I’m a tiny bit late on this, but considering that Assassin’s Creed Origins was one of my favorite games of the year and the first open world title I’ve 100%ed in eons, I certainly wasn’t going to pass up on the DLC.
This first expansion, The Hidden Ones, opens up a new part of the map you have to sail to, Sinai, and gives you a whole bunch more people to kill and question marks to explore.
Well, a “whole bunch” may be a stretch. This is a short bit of DLC. Even clearing every point of interest on the map, it only took about three hours. The main storyline is essentially six missions, and there are maybe only 3-4 more side missions besides that.
The Hidden Ones takes place four years after the events of the main game, but the only major thing that’s changed is that Bayek gets a cool, new, more Assassin’s Creed-y outfit. In Sinai, the Romans are still working with Egyptian sell-outs to oppress people and…you have to kill them. Oh and one of the rebels is bad too. The end.

I ended up being disappointed with this DLC. At launch, I talked a lot about how Assassin’s Creed Origins appeared to be heavily influenced by The Witcher in almost every way, and yet, that clearly did not extend to this DLC. CD Projekt Red makes some of the best DLC in the industry, truly interesting new stories and areas to explore that feel like entirely separate games.
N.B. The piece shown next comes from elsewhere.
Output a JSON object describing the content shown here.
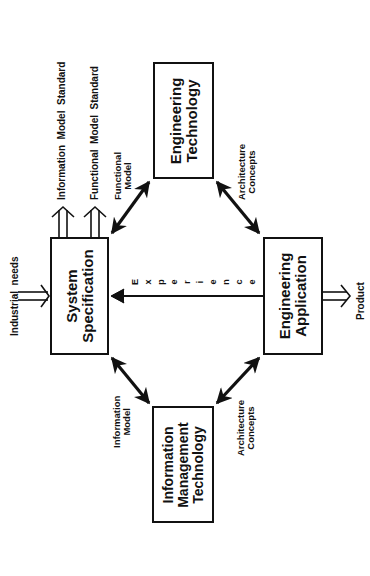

The Hidden Ones feels like…8% more Assassin’s Creed Origins. And that’s it.
Don’t get me wrong, I like the game enough where more of it is still somewhat fun to play, but almost nothing at all has changed from the original. The level cap went up a tiny bit, but I used the same weapons I ended the last game with and did just fine, and didn’t really find many new interesting ones. I was clearing the same kinds of enemy bases and animal caves and hidden temples. Killing Phylakes which were now called something else. Doing a “lift the pulley” puzzle. Nothing was different.
And the story just…isn’t there. I guess it’s kind of interesting to see the burgeoning few years of the Assassins, but the plot was just so generic. Kill three guys at three bases to lure out their leader who you then have to kill on a boat. Your wife, Aya-now-Amunet, shows up but does almost nothing other than look nice in her fancy new outfit. “Have we done good?” Bayek asks her when the dust settles. “Yes,” she replies. That’s about the extent of character growth or development in this DLC.
In my title I compare The Hidden Ones unfavorably to The Witcher’s massive Blood and Wine expansion, which is probably not fair given that Origins does have a larger DLC coming later on. But even if I was being more accurate and comparing it to TW3’s Hearts of Stone, the smaller of the two expansions, it’s not even close.
I don’t understand the purpose of DLC when it only exists as “more stuff.” The Hidden Ones is exactly the same kind of content, to the letter, that we saw in the original. And without even an impactful story to bolster it, it’s just filler. Even as someone who really loved Origins, I have a hard time convincing myself that this DLC was three hours well spent. It felt like clone-stamping from start to finish.
I don’t give numbered scores to DLC, but yeah, I just can’t get all that excited about recommending The Hidden Ones, even to avid players. It’s…fine, and perhaps a necessary stepping stone to future, better DLC, but on its own, it’s definitely lacking.